To this end, Mr. Otunnu told reporters that the report will recommend that the Security Council take targeted and concrete measures where insufficient or no progress had been made by parties named in annexed lists, including the imposition of travel restrictions on leaders and their exclusion from any governance structures and amnesty provisions, the imposition of arms embargoes, a ban on military assistance, and restrictions on the flow of financial resources to the parties concerned.
When asked how the plan could disrupt the flow of conflict-party resources, Mr. Otunnu said that most such parties had tentacles that extended beyond theatres of war into neighbouring countries or the wider international community. They also rapaciously exploited natural resources and depended on lobbies and friends in key capitals -- “They look for your good copy on them in the press”, he added.

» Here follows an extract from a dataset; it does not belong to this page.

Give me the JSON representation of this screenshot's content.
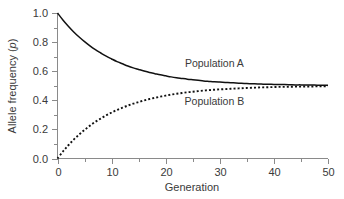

But there were ways of targeting bank accounts and flows of resources and, since this was not the first time such an exercise had been attempted, there was a body of experience out there. Still, such an option could not be effective without broad cooperation between national and international organizations.
Asked about the current plight of war-affected children, he said that within the last two years, the numbers had slightly decreased from some 350,000 to some 300,000. That was chiefly due to either political transition or lessening of tensions in Angola, Sierra Leone, and southern Sudan, among others. He hoped that the fragile accords in those regions could be transformed into a definitive and lasting peace with no relapse.
Mr. Otunnu saw the proposed monitoring system as a way to compel warring parties to observe their obligations with regard to children and armed conflict, particularly in such cases as Sri Lanka, where there was currently no fighting, but no peace either, and it had been reported that the separatist “Tamil Tigers” continued to recruit children. He said that his Office was also closely monitoring the current situation in Nepal, which was having a grave impact on the children there. The Maoist rebel group operating in the west of that country had been listed in the new report for child recruitment and attacks on schools.
He reiterated that abuses, by both factions and governments, would be monitored and reported. For instance, the Sudanese Janjaweed militia, accused of widespread atrocities against local African tribes in Darfur, had not been on the list last year, but had been added to the annex of the new report. And while he would leave the issue of whether or not that faction was backed by the Sudanese Government to his colleagues in political affairs, he could affirm that the rebels had been identified in the killing and maiming of children, as well as in attacks on schools.
Finally, he said that the report would also express grave concern about one of the most “disturbing and grave” incidents of abuse and exploitation of women and children: the allegations of sexual misconduct by United Nations peacekeepers in the mission in the Democratic Republic of the Congo. That such activities could be occurring “in our own house” was most alarming and required immediate action. The United Nations was welcomed into war-torn communities as an end to impunity, and the idea that personnel would use that entrée to take advantage of local women and children was particularly troubling.